Radio Four’s “Blood, Sex, and Money,” an adaptation of Zola’s Rougon-Macquart series, will send you running for the books: the acting is superb, with Glenda Jackson starring as Aunt Dide (Adelaide), the matriarch of the family, and the writing is riveting. Sure, a few liberties are taken with the plot, but the spirit is there.
A decade ago, I went through a mad Zola phase: I read most of the books in this fascinating series, which chronicles five generations of the Rougons (the offspring and descendants of Dide and her husband, Rougon ) and the Macquarts (the offspring and descendants of Dide and her lover, Macquart). Several of the novels are in print by Oxford and Penguin, but I had to eke them out with 19th-century translations in print-on-demand editions. Now they are available as e-books.
It is an understatement to say Dide’s children don’t turn out well: they range from alcoholics to up-and-coming bourgeois speculators to beggars to corrupt priests to politicians to prostitutes. Balzac was Zola’s inspiration, but I’ve met readers who find Zola excessively ribald and crude. (I love both writers, but prefer Zola.)
In his naturalistic novels, Zola wanted to explore the link between heredity and history. Along with the family history, Zola documents the France of Napoleon III’s Second Empire.
My own view is that you s should jump right into Zola’s masterpieces, like The Ladies’ Paradise (the story of the first department store in Paris) or Nana (the story of a prostitute-actress who rises from the gutter to become a mistress of powerful men). The early books ramble quite a bit and actually work better as background than as novels.
But I recently read and very much enjoyed Brian Nelson’s new translation of The Fortune of the Rougons (Oxford World Classics, 2013), the first translation since the late 19th century. Nelson vividly manages to bring cohesion to Zola’s racy but chaotic narrative. It is the first novel in the series.
Set in Plassans, a fictitious town in Provence, it weaves a tangled web of the first generations of the family. The Rougons and Macquarts are politically divided on the eve of Louis-Napoleon Bonaparte’s coup d’état in 1851. But the initial focus is on a pastoral romance between Dide’s radical teenage grandson, Silvere, a cart-maker who lives with Dide, and his girlfriend, Miette, the daughter of a convicted murderer. The two meet every morning on opposite sides of a wall at a well where they can only see each other’s reflections. (Yes, the wall reminds us of Pyramus and Thisbe.) Because Dide’s uncle is so strict, they cannot see each other during the day: they sneak out at night for walks, but are innocents sexually. When Silvere decides to join the army of working-class insurgents, Miette insists on accompanying him. The men make rude remarks about her father, but she stands up to them and ends up carrying the banner. She and Silvere are wildly excited, and too naive to anticipate the meaning of violence. (In the radio adapation, they agree it is “awesome.”)

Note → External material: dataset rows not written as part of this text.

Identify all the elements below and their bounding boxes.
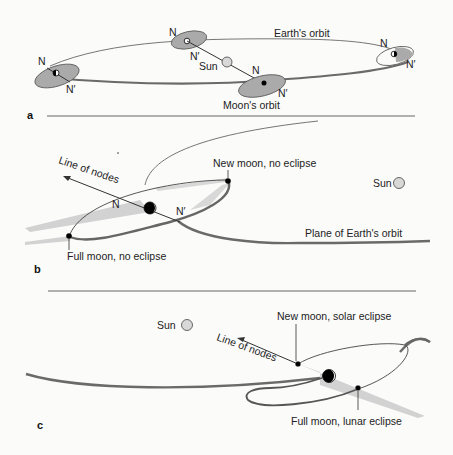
sun-icon: [394, 178, 405, 189]
dot: [117, 152, 119, 154]
sun-icon: [182, 320, 193, 331]
panel-letter-c: c: [37, 419, 43, 431]
moon-orbit-left: N N′: [32, 55, 82, 95]
node-label: N: [380, 37, 388, 49]
shadow-cone: [298, 364, 425, 418]
moon-orbit-top: N N′: [169, 26, 208, 62]
node-label: N: [112, 198, 120, 210]
full-moon-icon: [66, 233, 72, 239]
node-prime-label: N′: [176, 205, 186, 217]
new-moon-label: New moon, no eclipse: [213, 157, 316, 169]
new-moon-icon: [295, 361, 301, 367]
panel-c: Sun Line of nodes New moon, solar eclips…: [26, 310, 430, 431]
node-prime-label: N′: [278, 87, 288, 99]
moon-orbit-bottom: N N′: [236, 64, 287, 102]
full-moon-icon: [355, 385, 361, 391]
sun-label: Sun: [199, 60, 218, 72]
sun-label: Sun: [157, 319, 176, 331]
earth-orbit-label: Earth's orbit: [274, 27, 330, 39]
eclipse-diagram: N N′ N N′ Sun N N′ N N′: [0, 0, 453, 455]
shadow-cone: [25, 200, 150, 232]
moon-orbit-back: [298, 344, 408, 389]
panel-a: N N′ N N′ Sun N N′ N N′: [27, 26, 416, 121]
node-label: N: [38, 55, 46, 67]
full-moon-label: Full moon, lunar eclipse: [291, 415, 402, 427]
new-moon-icon: [225, 178, 231, 184]
node-prime-label: N′: [66, 83, 76, 95]
panel-b: Line of nodes N N′ New moon, no eclipse …: [25, 121, 430, 291]
node-prime-label: N′: [406, 58, 416, 70]
full-moon-label: Full moon, no eclipse: [67, 250, 166, 262]
plane-label: Plane of Earth's orbit: [305, 227, 402, 239]
line-of-nodes-label: Line of nodes: [215, 331, 278, 364]
node-label: N: [252, 64, 260, 76]
earth-orbit-plane: [26, 374, 320, 387]
moon-orbit-right: N N′: [374, 37, 415, 70]
new-moon-label: New moon, solar eclipse: [277, 310, 392, 322]
shadow-cone: [25, 236, 70, 245]
node-label: N: [169, 26, 177, 38]
sun-label: Sun: [373, 177, 392, 189]
moon-orbit-label: Moon's orbit: [223, 99, 280, 111]
panel-letter-b: b: [34, 263, 41, 275]
earth-orbit-back: [145, 121, 318, 185]
panel-letter-a: a: [27, 109, 34, 121]
line-of-nodes-label: Line of nodes: [57, 154, 121, 186]
sun-icon: [222, 57, 232, 67]
moon-icon: [262, 81, 267, 86]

Then Zola changes tack and describes the origins of the family. Dide’s husband, Rougon, dies while weeding a bed of carrots (one of those ironic details Zola loves!) and she must raise their son Pierre alone. Dide becomes wildly, erotically involved with an alcoholic smuggler, Macquart, who lives in a shack nearby, and she gives birth to two children by him, Ursule and Antoine. She is considered mad by the neighbors to get involved with this beggar. She lets the children run wild. Eventually, there is resentment between Pierre and the two Macquarts.
In a few pages, Zola covers a lot of territory.
For nearly twenty years they all lived there following their fancies, the children like the mother. absolute freedom reigned. As she grew older, Adelaide retained the strangeness which had been taken for shyness when she was fifteen; it was not that she was insane, as the people of Faubourg said, but there was an imbalance between her blood and her nerves, a disorder of the brain and heart which made her lead a life out of the ordinary, different from that of everyone else.
And he gives us details of the division of the family through Pierre’s theft of money: he gets his mother to sign a paper handing it all over to him while she is alive, thus cheating Ursule and Antoine of their share. Ursule is happily married and doesn’t care, but Antoine, a soldier, returns to Plassans intending to live off the money. Pierre and Antoine have opposite politics as well as the money quarrel: Pierre is a Bonapartist, while Antoine supports the republican resistance. Antoine and his brilliant wife, Felicite, darkly scheme to win political favor and money.
The history is complicated, but there are excellent notes in the Oxford edition. I cannot say this is a really excellent novel: do read one of the others first! But I am intrigued by the family history. And I must say Zola’s theories on heredity have gone in and out of style a couple of times since he wrote it! I think he is pretty much spot-on in the days of Prozac!